Last edited: December 17, 2004


Alabama’s Sex Toy Ban Is Overturned

The Associated Press, March 29, 1999

MONTGOMERY, Ala. (AP) — A federal judge on Monday overturned Alabama’s ban on sex toys, saying the state had no reason to prohibit the sale of the devices.

U.S. District Judge Lynwood Smith of Huntsville found the state’s 1998 law is "overly broad" and in violation of due process rights because it bears no "rational relation to a legitimate state interest."

"We succeeded in kicking the government out of our bedroom," said Sherri Williams, who sells sex devices at stores in Huntsville and Decatur and joined in a suit challenging the new law.

Under the statute, selling or distributing "any obscene material or any device designed or marketed as useful primarily for the stimulation of human genital organs" is a misdemeanor punishable by as much as one year in jail and a $10,000 fine.

The law hasn’t been enforced pending the outcome of the suit.

The law was challenged by Ms.
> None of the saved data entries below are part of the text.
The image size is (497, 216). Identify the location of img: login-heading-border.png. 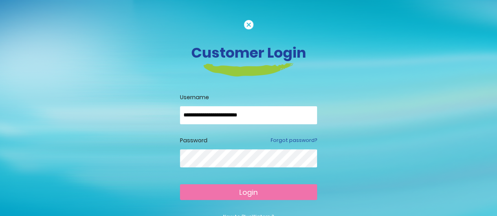
(248, 70).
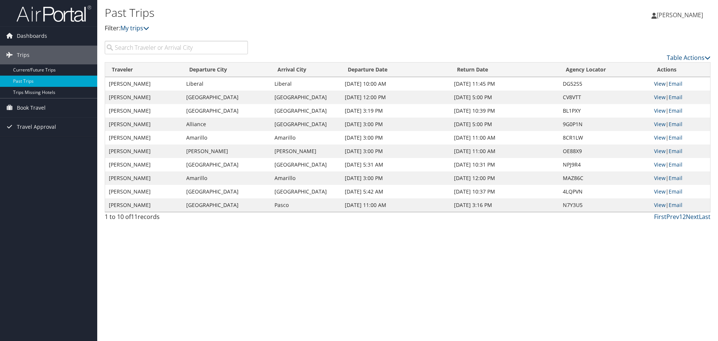 The image size is (718, 341). What do you see at coordinates (688, 58) in the screenshot?
I see `a: Table Actions` at bounding box center [688, 58].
Williams and five other women who either sell the devices or said vibrators are necessary for sexual gratification they cannot get otherwise.

The state attorney general’s office, which could file an appeal, said the ruling is under review.
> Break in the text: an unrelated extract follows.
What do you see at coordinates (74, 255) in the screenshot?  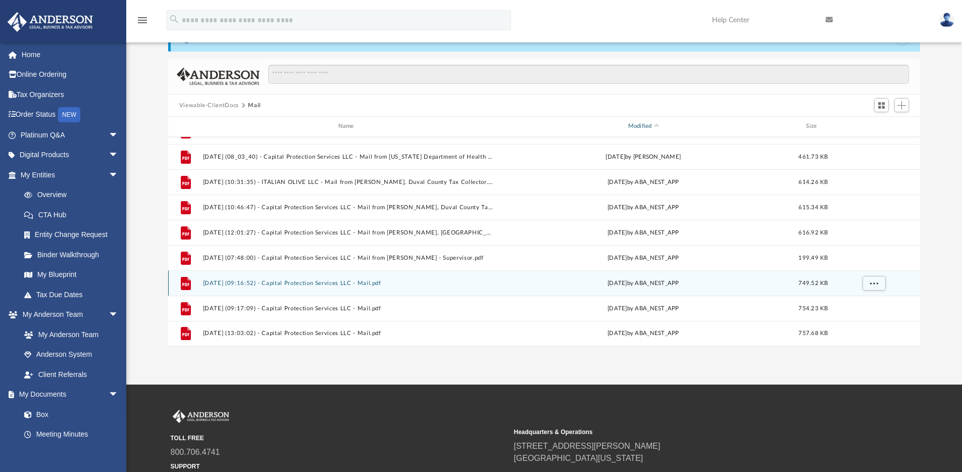 I see `a: Binder Walkthrough` at bounding box center [74, 255].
In his 84-page ruling, Smith wrote that "a majority, or at least a significant minority, of the proscribed devices, as a matter of law, are not obscene under any established definition of obscenity."

He emphasized that people who used the devices would be "denied therapy for, among other things, sexual dysfunction."
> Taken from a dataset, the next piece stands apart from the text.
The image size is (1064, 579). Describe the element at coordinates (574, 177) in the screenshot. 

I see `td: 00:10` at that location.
The plaintiffs claimed the ban violated privacy rights by indirectly prohibiting adults from engaging in legal acts in their own bedrooms.

However, Smith did not support that argument. Citing Supreme Court precedents, he wrote that "this court refuses to extend the fundamental right of privacy to protect plaintiffs’ interest" in using the sex toys.

Amy Herring, an attorney representing plaintiffs, said her clients would not drop the privacy complaint if an appeal was filed by the state.

She said the judge took a "conservative approach to that issue since the Supreme Court has only gone so far, but it doesn’t mean we’d drop the argument. The Supreme Court could decide to extend the right to privacy."